Mouse – the Persistence of an Unlikely Thought***** (Traverse Theatre, Edinburgh)

Posted: August 8, 2016 in Theatre

mouse

In recent plays, Daniel Kitson has been pre-occupied with electronic gadgets, which made it seem reasonable to suppose that this one would have something to do with a small object that sits alongside a computer. Not so. We are dealing eith a living, furry creature with a fondness for Toblerone and an ability to communicate eith humans.

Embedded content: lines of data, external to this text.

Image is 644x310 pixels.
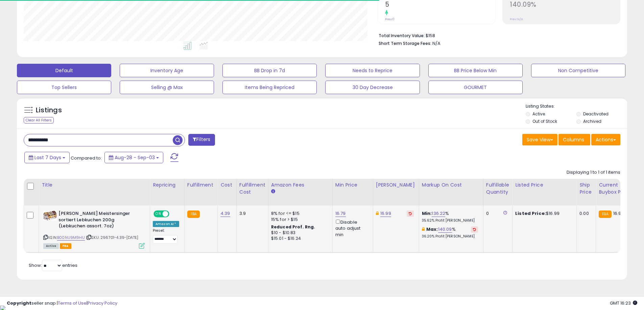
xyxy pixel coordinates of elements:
[609,300,637,307] span: 2025-09-11 16:23 GMT
[153,221,179,227] div: Amazon AI *
[220,211,230,217] a: 4.39
[57,235,85,240] a: B00NU9M9HU
[566,169,620,176] div: Displaying 1 to 1 of 1 items
[58,211,140,231] b: [PERSON_NAME] Meistersinger sortiert Lebkuchen 200g (Lebkuchen assort. 7oz)
[325,64,420,77] button: Needs to Reprice
[378,41,431,46] b: Short Term Storage Fees:
[583,118,601,124] label: Archived
[558,134,590,146] button: Columns
[422,219,478,223] p: 35.62% Profit [PERSON_NAME]
[613,211,624,217] span: 16.99
[153,228,179,244] div: Preset:
[335,211,346,217] a: 16.79
[510,1,620,9] h2: 140.09%
[438,226,451,233] a: 140.09
[271,211,327,217] div: 8% for <= $15
[422,211,432,217] b: Min:
[335,181,370,189] div: Min Price
[515,211,571,217] div: $16.99
[426,226,438,232] b: Max:
[432,40,441,47] span: N/A
[515,211,546,217] b: Listed Price:
[43,243,59,249] span: All listings currently available for purchase on Amazon
[385,1,495,9] h2: 5
[422,234,478,239] p: 36.20% Profit [PERSON_NAME]
[486,181,509,196] div: Fulfillable Quantity
[532,111,545,116] label: Active
[271,189,275,195] small: Amazon Fees.
[532,118,557,124] label: Out of Stock
[378,32,424,39] b: Total Inventory Value:
[579,211,590,217] div: 0.00
[271,230,327,236] div: $10 - $10.83
[153,181,182,189] div: Repricing
[385,17,395,21] small: Prev: 0
[419,179,483,206] th: The percentage added to the cost of goods (COGS) that forms the calculator for Min & Max prices.
[579,181,592,196] div: Ship Price
[154,211,163,217] span: ON
[188,134,215,146] button: Filters
[187,181,215,189] div: Fulfillment
[335,219,367,238] div: Disable auto adjust min
[525,104,627,110] p: Listing States:
[187,211,200,218] small: FBA
[24,117,54,123] div: Clear All Filters
[87,300,117,307] a: Privacy Policy
[7,300,31,307] strong: Copyright
[271,224,315,229] b: Reduced Prof. Rng.
[168,211,179,217] span: OFF
[271,236,327,242] div: $15.01 - $16.24
[422,211,478,223] div: %
[380,211,391,217] a: 16.99
[7,301,117,307] div: seller snap | |
[325,81,420,94] button: 30 Day Decrease
[486,211,507,217] div: 0
[428,81,523,94] button: GOURMET
[239,181,265,196] div: Fulfillment Cost
[376,181,416,189] div: [PERSON_NAME]
[119,81,214,94] button: Selling @ Max
[17,81,111,94] button: Top Sellers
[378,31,615,39] li: $158
[510,17,523,21] small: Prev: N/A
[36,106,62,115] h5: Listings
[563,136,584,143] span: Columns
[271,217,327,223] div: 15% for > $15
[220,181,233,189] div: Cost
[24,152,70,163] button: Last 7 Days
[599,211,611,218] small: FBA
[591,134,620,146] button: Actions
[86,235,138,240] span: | SKU: 296701-4.39-[DATE]
[43,211,144,248] div: ASIN:
[58,300,87,307] a: Terms of Use
[239,211,263,217] div: 3.9
[599,181,633,196] div: Current Buybox Price
[222,81,317,94] button: Items Being Repriced
[522,134,557,146] button: Save View
[104,152,163,163] button: Aug-28 - Sep-03
[35,154,61,161] span: Last 7 Days
[119,64,214,77] button: Inventory Age
[115,154,155,161] span: Aug-28 - Sep-03
[222,64,317,77] button: BB Drop in 7d
[71,155,102,161] span: Compared to:
[531,64,625,77] button: Non Competitive
[43,211,57,221] img: 513x2qaMTaL._SL40_.jpg
[432,211,445,217] a: 136.22
[271,181,329,189] div: Amazon Fees
[60,243,71,249] span: FBA
[422,226,478,239] div: %
[428,64,523,77] button: BB Price Below Min
[422,181,480,189] div: Markup on Cost
[28,262,77,269] span: Show: entries
[515,181,573,189] div: Listed Price
[583,111,608,116] label: Deactivated
[41,181,147,189] div: Title
[17,64,111,77] button: Default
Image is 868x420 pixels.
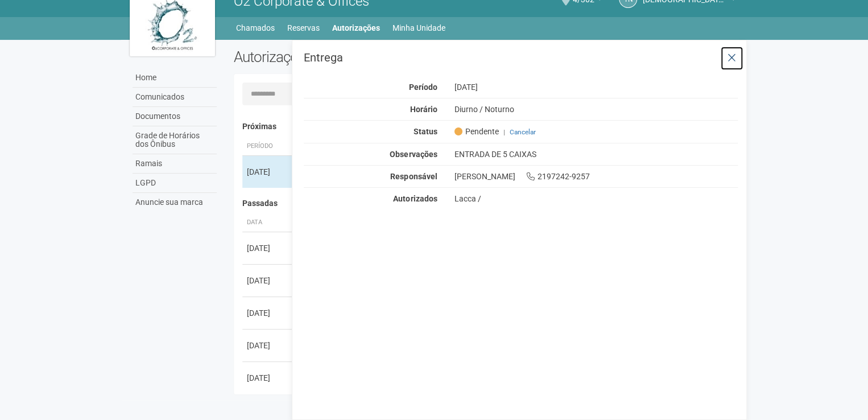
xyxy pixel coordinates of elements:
[509,128,535,136] a: Cancelar
[242,199,730,208] h4: Passadas
[132,88,217,107] a: Comunicados
[454,126,498,137] span: Pendente
[393,194,437,203] strong: Autorizados
[390,172,437,181] strong: Responsável
[503,128,504,136] span: |
[454,194,738,204] div: Lacca /
[413,127,437,136] strong: Status
[445,149,746,159] div: ENTRADA DE 5 CAIXAS
[132,174,217,193] a: LGPD
[445,82,746,92] div: [DATE]
[132,107,217,126] a: Documentos
[445,104,746,114] div: Diurno / Noturno
[247,275,289,286] div: [DATE]
[132,126,217,154] a: Grade de Horários dos Ônibus
[445,171,746,181] div: [PERSON_NAME] 2197242-9257
[287,20,320,36] a: Reservas
[132,68,217,88] a: Home
[132,154,217,174] a: Ramais
[247,340,289,351] div: [DATE]
[247,372,289,383] div: [DATE]
[242,122,730,131] h4: Próximas
[242,137,293,156] th: Período
[247,243,289,254] div: [DATE]
[247,308,289,319] div: [DATE]
[409,105,437,114] strong: Horário
[332,20,380,36] a: Autorizações
[132,193,217,212] a: Anuncie sua marca
[393,20,445,36] a: Minha Unidade
[234,48,477,66] h2: Autorizações
[247,166,289,178] div: [DATE]
[236,20,275,36] a: Chamados
[389,150,437,159] strong: Observações
[304,52,738,63] h3: Entrega
[409,83,437,92] strong: Período
[242,214,293,232] th: Data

William (Kitson) rents a storage unit in which he has spent 12 years writing a story about a lonely woman and the aforementioned mouse. One evening he receives a telephone call in the unit, a wrong number, and to reveal too much of the conversation that follows would be a spoiler. Suffice to say that the play, a mix of comedy, pathos and the supernatural, consists of that conversation with an unseen voice, intercut with Kitson himself telling us about William – he forgot his lines quite a lot at this performance, but he probably does it deliberately.

Kitson as writer and performer is in top form – totally unpredictable, hilarious, moving and perceptive. The material is complex, often making the trivial seem profound, in places like the work of a philosopher. On the other hand, a lot of the fun comes from the niggling suspicion that it could all be utter rubbish. This mouse roars!